Obesity costs our society billions of dollars a year in lost productivity and medical expenses, roughly half of which the federal government pays through Medicare and Medicaid. We know obesity plagues the poor more than the non-poor and poor women more than poor men. Poor women make up the majority of adult welfare recipients--coincidence or causal connection? This book investigates the controversial claim by welfare critics that public assistance programs like Food Stamps and the National School Lunch programs contribute to obesity among the poor. The author synthesizes empirical evidence from an array of disciplines--anthropology, economics, epidemiology, medicine, nutrition science, marketing, psychology, public health, sociology, and urban planning--to test this claim and to test whether other causal processes are at work. With a lucid presentation that makes it a model for applying research to questions of social policy, the book lays out the different hypotheses and the possible causal pathways within each. The four central chapters test whether "public assistance causes obesity," "obesity causes public assistance," "poverty causes both public assistance and obesity," and "Factor X causes both." The factors in the last category that may relate to both public assistance and obesity include stress, disability, and physical abuse.
This book investigates the controversial claim by welfare critics that public assistance programs like the Food Stamp and National School Lunch programs contribute to obesity among the poor.
In Fat Land, award-winning nutrition and health journalist Greg Critser examines the facts and societal factors behind the sensational headlines, taking on everything from supersize to Super Mario, high-fructose corn syrup to the high costs ...
This book is a review of the prevalence of the problem and the medium and long term adverse effects of the conditions and the implications for planning public health actions.
Promotes the recognition, treatment, and prevention of conditions of overweight and obesity in the United States.
Providing a fascinating insight into the factors that influence individual choices regarding eating habits, diet and other behavioral patterns relevant to obesity, this book offers a new perspective about the relationship of obesity to ...
Food marketing to children and youth: Threat or opportunity? J.M. McGinnis, J. Appleton Gootman, and V.I. Kraak (Eds.). Committee on Food Marketing and the Diets of Children and Youth. Washington, DC: The National Academies Press.
Today's epidemic of overweight and obesity threatens the historic progress we have made in increasing American's quality and years of healthy life. Two-third of adults and nearly one in three children are overweight or obese.
This is an eye-opening book that demonstrates how the makers of these foods have chosen, time and again, to double down on their efforts to increase consumption and profits, gambling that consumers and regulators would never figure them out ...
The obesity crisis in the United States disproportionately affects some demographic groups more than others.
In recent years, manufacturers have begun to include additional nutrition messages on their food packages. These messages are commonly referred to as 'front-of-package' (FOP) labeling.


EXERCISE OBJECTIVE:
Find the string "name" in the material. Copy every line that has it.

——————

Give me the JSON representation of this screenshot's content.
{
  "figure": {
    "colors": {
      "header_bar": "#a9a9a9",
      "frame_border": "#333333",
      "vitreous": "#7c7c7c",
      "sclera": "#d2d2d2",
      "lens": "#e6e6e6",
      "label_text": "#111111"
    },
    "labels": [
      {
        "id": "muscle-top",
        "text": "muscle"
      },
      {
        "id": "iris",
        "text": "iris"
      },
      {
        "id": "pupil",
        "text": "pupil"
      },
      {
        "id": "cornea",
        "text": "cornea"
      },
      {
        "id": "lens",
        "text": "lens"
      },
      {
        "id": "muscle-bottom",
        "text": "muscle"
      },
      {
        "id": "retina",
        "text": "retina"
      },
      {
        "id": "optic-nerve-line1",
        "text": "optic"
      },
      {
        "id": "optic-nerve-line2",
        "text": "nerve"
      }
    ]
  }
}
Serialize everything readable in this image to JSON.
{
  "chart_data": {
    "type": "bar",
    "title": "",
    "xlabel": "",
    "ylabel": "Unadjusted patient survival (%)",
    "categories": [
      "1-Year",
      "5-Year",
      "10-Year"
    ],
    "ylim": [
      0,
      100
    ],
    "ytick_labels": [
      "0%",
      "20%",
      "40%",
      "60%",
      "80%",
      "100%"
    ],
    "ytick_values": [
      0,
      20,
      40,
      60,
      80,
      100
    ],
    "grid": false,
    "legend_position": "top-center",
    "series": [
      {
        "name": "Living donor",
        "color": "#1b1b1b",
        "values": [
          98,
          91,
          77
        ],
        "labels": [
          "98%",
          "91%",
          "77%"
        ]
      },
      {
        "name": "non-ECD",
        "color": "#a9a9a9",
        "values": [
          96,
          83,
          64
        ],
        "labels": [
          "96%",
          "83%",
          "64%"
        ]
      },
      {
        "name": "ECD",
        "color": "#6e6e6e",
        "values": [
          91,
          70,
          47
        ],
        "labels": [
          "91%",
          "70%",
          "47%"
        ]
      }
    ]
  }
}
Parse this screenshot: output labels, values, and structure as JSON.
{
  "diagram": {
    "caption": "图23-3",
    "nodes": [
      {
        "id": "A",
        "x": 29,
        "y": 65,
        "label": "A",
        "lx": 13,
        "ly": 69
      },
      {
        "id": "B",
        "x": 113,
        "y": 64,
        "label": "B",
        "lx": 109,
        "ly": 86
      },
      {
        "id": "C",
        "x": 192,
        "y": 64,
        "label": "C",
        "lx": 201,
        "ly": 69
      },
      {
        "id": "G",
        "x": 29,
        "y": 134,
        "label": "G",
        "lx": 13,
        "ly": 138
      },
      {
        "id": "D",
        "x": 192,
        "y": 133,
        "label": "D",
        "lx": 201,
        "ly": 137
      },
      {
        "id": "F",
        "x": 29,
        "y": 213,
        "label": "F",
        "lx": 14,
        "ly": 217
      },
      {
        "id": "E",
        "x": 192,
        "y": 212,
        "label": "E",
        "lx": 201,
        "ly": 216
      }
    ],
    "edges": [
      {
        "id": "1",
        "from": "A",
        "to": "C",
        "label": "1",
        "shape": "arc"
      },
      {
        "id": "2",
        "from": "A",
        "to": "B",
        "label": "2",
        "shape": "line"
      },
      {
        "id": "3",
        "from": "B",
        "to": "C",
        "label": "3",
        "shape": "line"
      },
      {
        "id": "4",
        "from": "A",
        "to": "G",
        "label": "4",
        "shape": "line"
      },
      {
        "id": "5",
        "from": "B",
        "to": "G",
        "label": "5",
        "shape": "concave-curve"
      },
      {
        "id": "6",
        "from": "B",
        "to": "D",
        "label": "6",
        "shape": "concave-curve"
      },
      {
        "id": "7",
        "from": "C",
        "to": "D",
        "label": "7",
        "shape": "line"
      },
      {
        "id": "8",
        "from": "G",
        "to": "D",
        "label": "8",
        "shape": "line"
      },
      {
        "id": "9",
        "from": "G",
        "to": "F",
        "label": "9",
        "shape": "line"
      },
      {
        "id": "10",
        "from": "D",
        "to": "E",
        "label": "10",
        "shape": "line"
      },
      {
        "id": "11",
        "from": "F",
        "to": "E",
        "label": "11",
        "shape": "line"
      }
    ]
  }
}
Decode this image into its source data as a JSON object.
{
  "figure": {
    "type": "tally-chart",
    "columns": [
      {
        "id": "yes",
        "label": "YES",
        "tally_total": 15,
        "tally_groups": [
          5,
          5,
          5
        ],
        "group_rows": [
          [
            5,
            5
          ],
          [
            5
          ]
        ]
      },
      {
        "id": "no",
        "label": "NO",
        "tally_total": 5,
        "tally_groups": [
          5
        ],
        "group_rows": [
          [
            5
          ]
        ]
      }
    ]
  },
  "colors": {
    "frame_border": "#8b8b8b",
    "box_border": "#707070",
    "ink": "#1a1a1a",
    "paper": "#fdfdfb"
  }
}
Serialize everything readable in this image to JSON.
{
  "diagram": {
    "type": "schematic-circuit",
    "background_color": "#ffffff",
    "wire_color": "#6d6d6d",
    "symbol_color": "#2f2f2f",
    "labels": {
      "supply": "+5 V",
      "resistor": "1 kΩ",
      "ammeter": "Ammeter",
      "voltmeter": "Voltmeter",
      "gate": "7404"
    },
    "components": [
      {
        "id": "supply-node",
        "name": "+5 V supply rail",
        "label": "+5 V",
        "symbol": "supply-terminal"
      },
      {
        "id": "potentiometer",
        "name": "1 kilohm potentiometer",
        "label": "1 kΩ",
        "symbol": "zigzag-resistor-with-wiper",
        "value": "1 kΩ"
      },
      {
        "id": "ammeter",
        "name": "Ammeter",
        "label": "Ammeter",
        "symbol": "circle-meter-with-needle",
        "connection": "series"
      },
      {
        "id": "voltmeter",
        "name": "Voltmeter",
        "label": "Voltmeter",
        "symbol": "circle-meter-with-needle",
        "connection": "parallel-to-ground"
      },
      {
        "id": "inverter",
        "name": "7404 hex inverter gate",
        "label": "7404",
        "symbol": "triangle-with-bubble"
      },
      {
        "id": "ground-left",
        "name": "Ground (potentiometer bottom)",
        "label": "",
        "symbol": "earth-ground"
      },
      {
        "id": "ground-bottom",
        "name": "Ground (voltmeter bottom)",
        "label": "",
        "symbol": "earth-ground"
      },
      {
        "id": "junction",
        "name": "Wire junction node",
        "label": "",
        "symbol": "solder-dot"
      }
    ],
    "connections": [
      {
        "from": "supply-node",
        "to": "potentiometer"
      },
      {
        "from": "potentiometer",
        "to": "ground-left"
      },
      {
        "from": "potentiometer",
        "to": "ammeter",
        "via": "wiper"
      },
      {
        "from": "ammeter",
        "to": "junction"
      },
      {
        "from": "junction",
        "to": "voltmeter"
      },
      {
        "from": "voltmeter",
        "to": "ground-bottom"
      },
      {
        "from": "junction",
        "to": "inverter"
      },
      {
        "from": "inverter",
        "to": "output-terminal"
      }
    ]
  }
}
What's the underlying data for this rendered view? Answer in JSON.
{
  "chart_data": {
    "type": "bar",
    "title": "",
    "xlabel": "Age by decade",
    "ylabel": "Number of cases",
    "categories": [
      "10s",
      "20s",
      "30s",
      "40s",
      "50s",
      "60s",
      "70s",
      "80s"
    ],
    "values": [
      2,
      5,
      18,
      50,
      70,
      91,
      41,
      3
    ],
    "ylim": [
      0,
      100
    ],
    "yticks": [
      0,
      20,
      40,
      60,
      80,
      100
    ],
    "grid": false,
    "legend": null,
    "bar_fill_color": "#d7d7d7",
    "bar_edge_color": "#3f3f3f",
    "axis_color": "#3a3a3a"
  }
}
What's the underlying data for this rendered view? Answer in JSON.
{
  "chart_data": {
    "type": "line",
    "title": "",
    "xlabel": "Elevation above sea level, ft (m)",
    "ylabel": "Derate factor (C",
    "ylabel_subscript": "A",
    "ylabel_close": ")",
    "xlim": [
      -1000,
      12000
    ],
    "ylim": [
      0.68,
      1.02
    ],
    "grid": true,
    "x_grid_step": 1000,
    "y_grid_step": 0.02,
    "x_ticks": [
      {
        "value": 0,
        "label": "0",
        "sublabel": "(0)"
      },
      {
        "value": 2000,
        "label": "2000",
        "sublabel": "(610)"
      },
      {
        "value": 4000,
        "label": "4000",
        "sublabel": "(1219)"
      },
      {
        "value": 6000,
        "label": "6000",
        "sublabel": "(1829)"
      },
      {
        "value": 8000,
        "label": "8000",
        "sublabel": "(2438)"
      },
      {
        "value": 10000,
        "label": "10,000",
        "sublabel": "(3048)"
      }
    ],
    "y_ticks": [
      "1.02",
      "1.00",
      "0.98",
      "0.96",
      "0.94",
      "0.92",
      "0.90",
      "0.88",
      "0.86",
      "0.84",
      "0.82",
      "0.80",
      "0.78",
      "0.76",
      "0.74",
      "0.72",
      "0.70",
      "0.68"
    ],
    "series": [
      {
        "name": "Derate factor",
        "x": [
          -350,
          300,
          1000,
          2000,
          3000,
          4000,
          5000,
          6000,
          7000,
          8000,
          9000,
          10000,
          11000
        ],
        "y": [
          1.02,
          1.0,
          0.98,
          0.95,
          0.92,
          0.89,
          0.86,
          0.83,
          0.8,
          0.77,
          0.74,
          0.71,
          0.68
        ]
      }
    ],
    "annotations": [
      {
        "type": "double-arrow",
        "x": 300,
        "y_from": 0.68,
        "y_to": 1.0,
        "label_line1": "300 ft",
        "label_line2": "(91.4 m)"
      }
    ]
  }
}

——————

EXPECTED ANSWER:
        "name": "Living donor",
        "name": "non-ECD",
        "name": "ECD",
        "name": "+5 V supply rail",
        "name": "1 kilohm potentiometer",
        "name": "Ammeter",
        "name": "Voltmeter",
        "name": "7404 hex inverter gate",
        "name": "Ground (potentiometer bottom)",
        "name": "Ground (voltmeter bottom)",
        "name": "Wire junction node",
        "name": "Derate factor",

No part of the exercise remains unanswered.